I have the opposite problem of this question:
Why are there double parentheses around my Python virtual environment in Visual Studio Code?
I am getting a prompt that shows NO parenthesis in my PS1 prompt.
I'm using the latest python extension v2024.14.0
, and have also tried the pre-release.
I am getting this problem, consistently, on both MacOS (work) and Ubuntu (personal), with completely different setups and projects.
Here is my most simple setup, to reduce any other variables:
To reduce the chances of something strange happening, I have globally set my PS1 to the following:
PS1='\u:\w\$ '
I ran rm -rf ~/.config/Code
, completely destroying all local config and workspace settings.
I opened up vscode, completely clean, with no workspace/project.
I immediately clicked file > save workspace as
, and saved it as:
~/test-bad-venv.code-workspace
.
Then, I made sure that I had ABSOLUTELY NO EXTENSIONS ENABLED, except for the latest python extension: Python v2024.14.0 (by Microsoft)

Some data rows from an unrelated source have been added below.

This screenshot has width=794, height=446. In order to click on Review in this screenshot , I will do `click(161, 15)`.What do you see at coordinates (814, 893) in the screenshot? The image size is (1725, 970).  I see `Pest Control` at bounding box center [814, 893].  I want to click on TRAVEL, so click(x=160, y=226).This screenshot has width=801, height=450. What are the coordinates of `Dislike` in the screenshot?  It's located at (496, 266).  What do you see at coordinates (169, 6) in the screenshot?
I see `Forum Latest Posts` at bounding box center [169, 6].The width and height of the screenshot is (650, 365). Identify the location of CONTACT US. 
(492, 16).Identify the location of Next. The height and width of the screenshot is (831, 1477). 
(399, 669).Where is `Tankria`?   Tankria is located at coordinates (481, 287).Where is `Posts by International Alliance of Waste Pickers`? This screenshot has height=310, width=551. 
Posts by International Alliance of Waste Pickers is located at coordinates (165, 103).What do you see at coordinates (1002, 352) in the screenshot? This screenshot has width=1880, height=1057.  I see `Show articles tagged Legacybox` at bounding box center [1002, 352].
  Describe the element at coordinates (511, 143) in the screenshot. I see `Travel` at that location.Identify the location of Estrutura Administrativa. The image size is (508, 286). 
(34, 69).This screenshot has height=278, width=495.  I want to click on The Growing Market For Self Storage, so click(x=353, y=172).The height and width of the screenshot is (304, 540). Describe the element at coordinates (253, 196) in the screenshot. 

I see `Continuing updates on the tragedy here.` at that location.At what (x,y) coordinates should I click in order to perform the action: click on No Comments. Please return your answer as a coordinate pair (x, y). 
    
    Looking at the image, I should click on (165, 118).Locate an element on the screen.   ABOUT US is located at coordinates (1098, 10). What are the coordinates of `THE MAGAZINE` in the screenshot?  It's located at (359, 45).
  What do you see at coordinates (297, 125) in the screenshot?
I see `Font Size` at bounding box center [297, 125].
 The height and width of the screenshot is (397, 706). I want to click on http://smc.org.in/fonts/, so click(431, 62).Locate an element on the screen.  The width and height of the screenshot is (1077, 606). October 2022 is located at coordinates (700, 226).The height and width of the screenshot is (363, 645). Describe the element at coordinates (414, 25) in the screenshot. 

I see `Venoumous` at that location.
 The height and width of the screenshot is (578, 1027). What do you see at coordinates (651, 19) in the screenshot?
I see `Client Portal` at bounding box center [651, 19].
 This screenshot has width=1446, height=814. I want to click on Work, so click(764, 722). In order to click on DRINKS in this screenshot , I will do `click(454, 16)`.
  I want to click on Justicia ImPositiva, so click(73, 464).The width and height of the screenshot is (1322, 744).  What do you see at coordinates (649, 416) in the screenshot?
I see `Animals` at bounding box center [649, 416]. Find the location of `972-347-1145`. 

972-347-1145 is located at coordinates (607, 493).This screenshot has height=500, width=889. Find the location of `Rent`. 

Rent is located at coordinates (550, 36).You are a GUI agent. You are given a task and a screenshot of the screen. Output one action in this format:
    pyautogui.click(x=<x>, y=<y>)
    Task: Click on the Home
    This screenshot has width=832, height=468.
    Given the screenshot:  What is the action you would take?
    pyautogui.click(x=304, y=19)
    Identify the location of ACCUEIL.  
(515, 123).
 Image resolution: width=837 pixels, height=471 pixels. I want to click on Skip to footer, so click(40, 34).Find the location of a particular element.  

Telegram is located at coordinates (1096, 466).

I restarted vscode, and clicked "yes" to the "I trust the authors" dialog.
As proof, the ~/test-bad-venv.code-workspace
file has the following contents:
{
"folders": []
}
I create a new dir, ~/tmp
, and add it to the project. I create a completely empty file called test.py
, and open it up in vscode.
I open up the vscode console, for the first time, and run some simple info commands.
addison:~$ which python3.13
/usr/bin/python3.13
addison:~$ python3.13 --version
Python 3.13.0rc1
addison:~/tmp$ uname -a
Linux addison-ubuntu 5.15.0-119-generic #129-Ubuntu SMP Fri Aug 2 19:25:20 UTC 2024 x86_64 x86_64 x86_64 GNU/Linux
addison:~/tmp$ lsb_release -a
No LSB modules are available.
Distributor ID: Ubuntu
Description: Ubuntu 22.04.4 LTS
Release: 22.04
Codename: jammy
I run the following line, to create a venv:
python3.13 -m venv venv
And then select the venv interpreter, with ctrl+shift+p
:
Python 3.13.0rc1 ('venv': venv) ./venv/bin/python
This immediately displays terribly when I open a new terminal in vscode (see how it says: venvaddison
):
venvaddison:~/tmp$ which python3
/home/addison/tmp/venv/bin/python3
venvaddison:~/tmp$ python3 --version
Python 3.13.0rc1
venvaddison:~/tmp$ echo $PS1
\[\]venv\u:\w\$ \[\]
But it works fine in a normal terminal, anywhere else on the computer:
addison:~$ cd tmp/
addison:~/tmp$ source venv/bin/activate
(venv) addison:~/tmp$
This seems to only happen when I'm using python3.13, which I have installed with deadsnakes
. (Edit - it happens randomly with python3.9 on Mac, and 3.10 for another guy online). Probably not version related?
There's no reason this should be a python problem, since running the source
command manually myself always works fine - even in the vscode terminal.
Does anyone have a solution to this?
Add the following to your settings JSON in vscode:
"python.experiments.optOutFrom": ["pythonTerminalEnvVarActivation"],
And reload the application.
I can see that in python3.13, within venv/bin/activate
, it runs:
VIRTUAL_ENV_PROMPT="venv"
export VIRTUAL_ENV_PROMPT
But in python3.10, it has:
VIRTUAL_ENV_PROMPT="(venv) "
export VIRTUAL_ENV_PROMPT
You can fix this by editing venv/bin/activate to contain:
# This is on about like 56, as of python3.13.
# You can change this prompt to be whatever you want
VIRTUAL_ENV_PROMPT="(venv) "
And then do a hard reload of vscode. This will actually break the prompt outside of Vscode, as it will have ((venv))
, but that's better than it missing completely.